Lonely? Feeling low? Try taking
a walk -- down the aisle. Getting married
enhances mental health, especially if you're depressed, according to a new
US study.
The benefits of marriage for the depressed are particularly dramatic, a
finding that surprised the professor-student team behind the study.
"We actually found the opposite of what we expected," said Adrianne
Frech, a PhD sociology student at Ohio State University who conducted the
study with Kristi Williams, an assistant professor of sociology.
They expected to find that one spouse's depression weighed too much on
the marriage, but "just mattering to someone else can help alleviate
symptoms of depression".
Frech will present their findings at the American Sociological
Association's annual meeting in Montreal on Sunday.
The researchers used a 3,066 person sample that measured symptoms of
depression -- such as an inability to sleep, or persistent sadness -- in
the same people both before and after their first marriage.
They found that depressed people experienced a much more extreme
decrease in the incidence of those symptoms.
"Depressed people may be just especially in need of the intimacy, the
emotional closeness and the social support that marriage can provide ...
if you start out happy, you don't have as far to go," Williams said.

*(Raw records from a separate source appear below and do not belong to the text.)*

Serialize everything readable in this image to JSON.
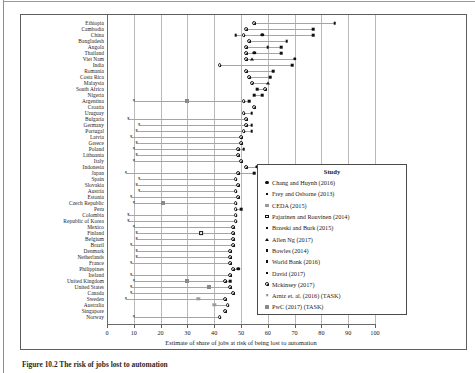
{
  "figure": {
    "caption": "Figure 10.2  The risk of jobs lost to automation"
  },
  "axis": {
    "x_title": "Estimate of share of jobs at risk of being lost to automation",
    "x_ticks": [
      0,
      10,
      20,
      30,
      40,
      50,
      60,
      70,
      80,
      90,
      100
    ],
    "xlim": [
      0,
      100
    ]
  },
  "legend": {
    "title": "Study",
    "items": [
      {
        "label": "Chang and Huynh (2016)",
        "marker": "filled-circle"
      },
      {
        "label": "Frey and Osborne (2013)",
        "marker": "small-square"
      },
      {
        "label": "CEDA (2015)",
        "marker": "grey-square"
      },
      {
        "label": "Pajarinen and Rouvinen (2014)",
        "marker": "open-square"
      },
      {
        "label": "Brzeski and Burk (2015)",
        "marker": "small-square"
      },
      {
        "label": "Allen Ng (2017)",
        "marker": "triangle"
      },
      {
        "label": "Bowles (2014)",
        "marker": "small-square"
      },
      {
        "label": "World Bank (2016)",
        "marker": "small-square"
      },
      {
        "label": "David (2017)",
        "marker": "small-square"
      },
      {
        "label": "Mckinsey (2017)",
        "marker": "bullseye"
      },
      {
        "label": "Arntz et. al. (2016) (TASK)",
        "marker": "x"
      },
      {
        "label": "PwC (2017) (TASK)",
        "marker": "xbox"
      }
    ]
  },
  "chart_data": {
    "type": "scatter",
    "title": "",
    "xlabel": "Estimate of share of jobs at risk of being lost to automation",
    "ylabel": "",
    "xlim": [
      0,
      100
    ],
    "grid": true,
    "legend_position": "right-bottom",
    "categories": [
      "Ethiopia",
      "Cambodia",
      "China",
      "Bangladesh",
      "Angola",
      "Thailand",
      "Viet Nam",
      "India",
      "Romania",
      "Costa Rica",
      "Malaysia",
      "South Africa",
      "Nigeria",
      "Argentina",
      "Croatia",
      "Uruguay",
      "Bulgaria",
      "Germany",
      "Portugal",
      "Latvia",
      "Greece",
      "Poland",
      "Lithuania",
      "Italy",
      "Indonesia",
      "Japan",
      "Spain",
      "Slovakia",
      "Austria",
      "Estonia",
      "Czech Republic",
      "Peru",
      "Colombia",
      "Republic of Korea",
      "Mexico",
      "Finland",
      "Belgium",
      "Brazil",
      "Denmark",
      "Netherlands",
      "France",
      "Philippines",
      "Ireland",
      "United Kingdom",
      "United States",
      "Canada",
      "Sweden",
      "Australia",
      "Singapore",
      "Norway"
    ],
    "points": [
      {
        "country": "Ethiopia",
        "study": "World Bank (2016)",
        "value": 85
      },
      {
        "country": "Ethiopia",
        "study": "Mckinsey (2017)",
        "value": 55
      },
      {
        "country": "Cambodia",
        "study": "World Bank (2016)",
        "value": 77
      },
      {
        "country": "Cambodia",
        "study": "Mckinsey (2017)",
        "value": 52
      },
      {
        "country": "China",
        "study": "Chang and Huynh (2016)",
        "value": 58
      },
      {
        "country": "China",
        "study": "World Bank (2016)",
        "value": 77
      },
      {
        "country": "China",
        "study": "Mckinsey (2017)",
        "value": 51
      },
      {
        "country": "China",
        "study": "Frey and Osborne (2013)",
        "value": 48
      },
      {
        "country": "Bangladesh",
        "study": "World Bank (2016)",
        "value": 67
      },
      {
        "country": "Bangladesh",
        "study": "Mckinsey (2017)",
        "value": 53
      },
      {
        "country": "Angola",
        "study": "World Bank (2016)",
        "value": 65
      },
      {
        "country": "Angola",
        "study": "Frey and Osborne (2013)",
        "value": 60
      },
      {
        "country": "Angola",
        "study": "Mckinsey (2017)",
        "value": 52
      },
      {
        "country": "Thailand",
        "study": "Chang and Huynh (2016)",
        "value": 55
      },
      {
        "country": "Thailand",
        "study": "World Bank (2016)",
        "value": 65
      },
      {
        "country": "Thailand",
        "study": "Mckinsey (2017)",
        "value": 52
      },
      {
        "country": "Viet Nam",
        "study": "Chang and Huynh (2016)",
        "value": 70
      },
      {
        "country": "Viet Nam",
        "study": "Allen Ng (2017)",
        "value": 54
      },
      {
        "country": "Viet Nam",
        "study": "Mckinsey (2017)",
        "value": 52
      },
      {
        "country": "India",
        "study": "World Bank (2016)",
        "value": 69
      },
      {
        "country": "India",
        "study": "Mckinsey (2017)",
        "value": 42
      },
      {
        "country": "Romania",
        "study": "Mckinsey (2017)",
        "value": 52
      },
      {
        "country": "Romania",
        "study": "Frey and Osborne (2013)",
        "value": 62
      },
      {
        "country": "Costa Rica",
        "study": "Mckinsey (2017)",
        "value": 53
      },
      {
        "country": "Costa Rica",
        "study": "Frey and Osborne (2013)",
        "value": 61
      },
      {
        "country": "Malaysia",
        "study": "Mckinsey (2017)",
        "value": 54
      },
      {
        "country": "Malaysia",
        "study": "Allen Ng (2017)",
        "value": 60
      },
      {
        "country": "South Africa",
        "study": "Frey and Osborne (2013)",
        "value": 56
      },
      {
        "country": "South Africa",
        "study": "Mckinsey (2017)",
        "value": 59
      },
      {
        "country": "Nigeria",
        "study": "Frey and Osborne (2013)",
        "value": 55
      },
      {
        "country": "Nigeria",
        "study": "World Bank (2016)",
        "value": 58
      },
      {
        "country": "Argentina",
        "study": "Arntz et. al. (2016) (TASK)",
        "value": 10
      },
      {
        "country": "Argentina",
        "study": "PwC (2017) (TASK)",
        "value": 30
      },
      {
        "country": "Argentina",
        "study": "Mckinsey (2017)",
        "value": 51
      },
      {
        "country": "Argentina",
        "study": "Frey and Osborne (2013)",
        "value": 53
      },
      {
        "country": "Croatia",
        "study": "Mckinsey (2017)",
        "value": 55
      },
      {
        "country": "Uruguay",
        "study": "Mckinsey (2017)",
        "value": 51
      },
      {
        "country": "Uruguay",
        "study": "Frey and Osborne (2013)",
        "value": 54
      },
      {
        "country": "Bulgaria",
        "study": "Arntz et. al. (2016) (TASK)",
        "value": 8
      },
      {
        "country": "Bulgaria",
        "study": "Mckinsey (2017)",
        "value": 52
      },
      {
        "country": "Germany",
        "study": "Arntz et. al. (2016) (TASK)",
        "value": 12
      },
      {
        "country": "Germany",
        "study": "Mckinsey (2017)",
        "value": 52
      },
      {
        "country": "Germany",
        "study": "Brzeski and Burk (2015)",
        "value": 54
      },
      {
        "country": "Portugal",
        "study": "Arntz et. al. (2016) (TASK)",
        "value": 11
      },
      {
        "country": "Portugal",
        "study": "Mckinsey (2017)",
        "value": 51
      },
      {
        "country": "Portugal",
        "study": "Frey and Osborne (2013)",
        "value": 54
      },
      {
        "country": "Latvia",
        "study": "Arntz et. al. (2016) (TASK)",
        "value": 9
      },
      {
        "country": "Latvia",
        "study": "Mckinsey (2017)",
        "value": 50
      },
      {
        "country": "Greece",
        "study": "Arntz et. al. (2016) (TASK)",
        "value": 11
      },
      {
        "country": "Greece",
        "study": "Mckinsey (2017)",
        "value": 50
      },
      {
        "country": "Poland",
        "study": "Arntz et. al. (2016) (TASK)",
        "value": 10
      },
      {
        "country": "Poland",
        "study": "Mckinsey (2017)",
        "value": 49
      },
      {
        "country": "Poland",
        "study": "Frey and Osborne (2013)",
        "value": 51
      },
      {
        "country": "Lithuania",
        "study": "Arntz et. al. (2016) (TASK)",
        "value": 11
      },
      {
        "country": "Lithuania",
        "study": "Mckinsey (2017)",
        "value": 49
      },
      {
        "country": "Italy",
        "study": "Arntz et. al. (2016) (TASK)",
        "value": 10
      },
      {
        "country": "Italy",
        "study": "Mckinsey (2017)",
        "value": 50
      },
      {
        "country": "Indonesia",
        "study": "Chang and Huynh (2016)",
        "value": 56
      },
      {
        "country": "Indonesia",
        "study": "Mckinsey (2017)",
        "value": 52
      },
      {
        "country": "Japan",
        "study": "Arntz et. al. (2016) (TASK)",
        "value": 7
      },
      {
        "country": "Japan",
        "study": "Mckinsey (2017)",
        "value": 49
      },
      {
        "country": "Japan",
        "study": "Frey and Osborne (2013)",
        "value": 55
      },
      {
        "country": "Spain",
        "study": "Arntz et. al. (2016) (TASK)",
        "value": 12
      },
      {
        "country": "Spain",
        "study": "Mckinsey (2017)",
        "value": 48
      },
      {
        "country": "Slovakia",
        "study": "Arntz et. al. (2016) (TASK)",
        "value": 11
      },
      {
        "country": "Slovakia",
        "study": "Mckinsey (2017)",
        "value": 49
      },
      {
        "country": "Austria",
        "study": "Arntz et. al. (2016) (TASK)",
        "value": 12
      },
      {
        "country": "Austria",
        "study": "Mckinsey (2017)",
        "value": 48
      },
      {
        "country": "Estonia",
        "study": "Arntz et. al. (2016) (TASK)",
        "value": 9
      },
      {
        "country": "Estonia",
        "study": "Mckinsey (2017)",
        "value": 49
      },
      {
        "country": "Czech Republic",
        "study": "Arntz et. al. (2016) (TASK)",
        "value": 10
      },
      {
        "country": "Czech Republic",
        "study": "PwC (2017) (TASK)",
        "value": 21
      },
      {
        "country": "Czech Republic",
        "study": "Mckinsey (2017)",
        "value": 48
      },
      {
        "country": "Peru",
        "study": "Mckinsey (2017)",
        "value": 48
      },
      {
        "country": "Peru",
        "study": "Frey and Osborne (2013)",
        "value": 50
      },
      {
        "country": "Colombia",
        "study": "Arntz et. al. (2016) (TASK)",
        "value": 8
      },
      {
        "country": "Colombia",
        "study": "Mckinsey (2017)",
        "value": 48
      },
      {
        "country": "Republic of Korea",
        "study": "Arntz et. al. (2016) (TASK)",
        "value": 8
      },
      {
        "country": "Republic of Korea",
        "study": "Mckinsey (2017)",
        "value": 48
      },
      {
        "country": "Mexico",
        "study": "Arntz et. al. (2016) (TASK)",
        "value": 10
      },
      {
        "country": "Mexico",
        "study": "Mckinsey (2017)",
        "value": 47
      },
      {
        "country": "Finland",
        "study": "Arntz et. al. (2016) (TASK)",
        "value": 11
      },
      {
        "country": "Finland",
        "study": "Mckinsey (2017)",
        "value": 47
      },
      {
        "country": "Finland",
        "study": "Pajarinen and Rouvinen (2014)",
        "value": 35
      },
      {
        "country": "Belgium",
        "study": "Arntz et. al. (2016) (TASK)",
        "value": 11
      },
      {
        "country": "Belgium",
        "study": "Mckinsey (2017)",
        "value": 47
      },
      {
        "country": "Brazil",
        "study": "Arntz et. al. (2016) (TASK)",
        "value": 9
      },
      {
        "country": "Brazil",
        "study": "Mckinsey (2017)",
        "value": 47
      },
      {
        "country": "Denmark",
        "study": "Arntz et. al. (2016) (TASK)",
        "value": 11
      },
      {
        "country": "Denmark",
        "study": "Mckinsey (2017)",
        "value": 46
      },
      {
        "country": "Netherlands",
        "study": "Arntz et. al. (2016) (TASK)",
        "value": 11
      },
      {
        "country": "Netherlands",
        "study": "Mckinsey (2017)",
        "value": 46
      },
      {
        "country": "France",
        "study": "Arntz et. al. (2016) (TASK)",
        "value": 9
      },
      {
        "country": "France",
        "study": "Mckinsey (2017)",
        "value": 46
      },
      {
        "country": "Philippines",
        "study": "Chang and Huynh (2016)",
        "value": 49
      },
      {
        "country": "Philippines",
        "study": "Mckinsey (2017)",
        "value": 47
      },
      {
        "country": "Ireland",
        "study": "Arntz et. al. (2016) (TASK)",
        "value": 9
      },
      {
        "country": "Ireland",
        "study": "Mckinsey (2017)",
        "value": 46
      },
      {
        "country": "United Kingdom",
        "study": "Arntz et. al. (2016) (TASK)",
        "value": 10
      },
      {
        "country": "United Kingdom",
        "study": "PwC (2017) (TASK)",
        "value": 30
      },
      {
        "country": "United Kingdom",
        "study": "Mckinsey (2017)",
        "value": 44
      },
      {
        "country": "United Kingdom",
        "study": "Frey and Osborne (2013)",
        "value": 46
      },
      {
        "country": "United States",
        "study": "Arntz et. al. (2016) (TASK)",
        "value": 9
      },
      {
        "country": "United States",
        "study": "PwC (2017) (TASK)",
        "value": 38
      },
      {
        "country": "United States",
        "study": "Mckinsey (2017)",
        "value": 46
      },
      {
        "country": "Canada",
        "study": "Arntz et. al. (2016) (TASK)",
        "value": 9
      },
      {
        "country": "Canada",
        "study": "Mckinsey (2017)",
        "value": 47
      },
      {
        "country": "Sweden",
        "study": "Arntz et. al. (2016) (TASK)",
        "value": 7
      },
      {
        "country": "Sweden",
        "study": "CEDA (2015)",
        "value": 34
      },
      {
        "country": "Sweden",
        "study": "Mckinsey (2017)",
        "value": 44
      },
      {
        "country": "Australia",
        "study": "Mckinsey (2017)",
        "value": 45
      },
      {
        "country": "Australia",
        "study": "CEDA (2015)",
        "value": 40
      },
      {
        "country": "Singapore",
        "study": "Mckinsey (2017)",
        "value": 44
      },
      {
        "country": "Norway",
        "study": "Arntz et. al. (2016) (TASK)",
        "value": 10
      },
      {
        "country": "Norway",
        "study": "Mckinsey (2017)",
        "value": 42
      }
    ]
  }
}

On the other hand, if you're not depressed, marriage could have the
opposite effect, Frech said.
People who were happy before getting married and end up in a marriage
plagued by distance or conflict -- qualities associated with a depressed
spouse -- might be better off single.
"It seems right to say that people who are not depressed are at risk,
that if they marry a depressed person this could be a bad deal for them,"
Frech said.
(Agencies)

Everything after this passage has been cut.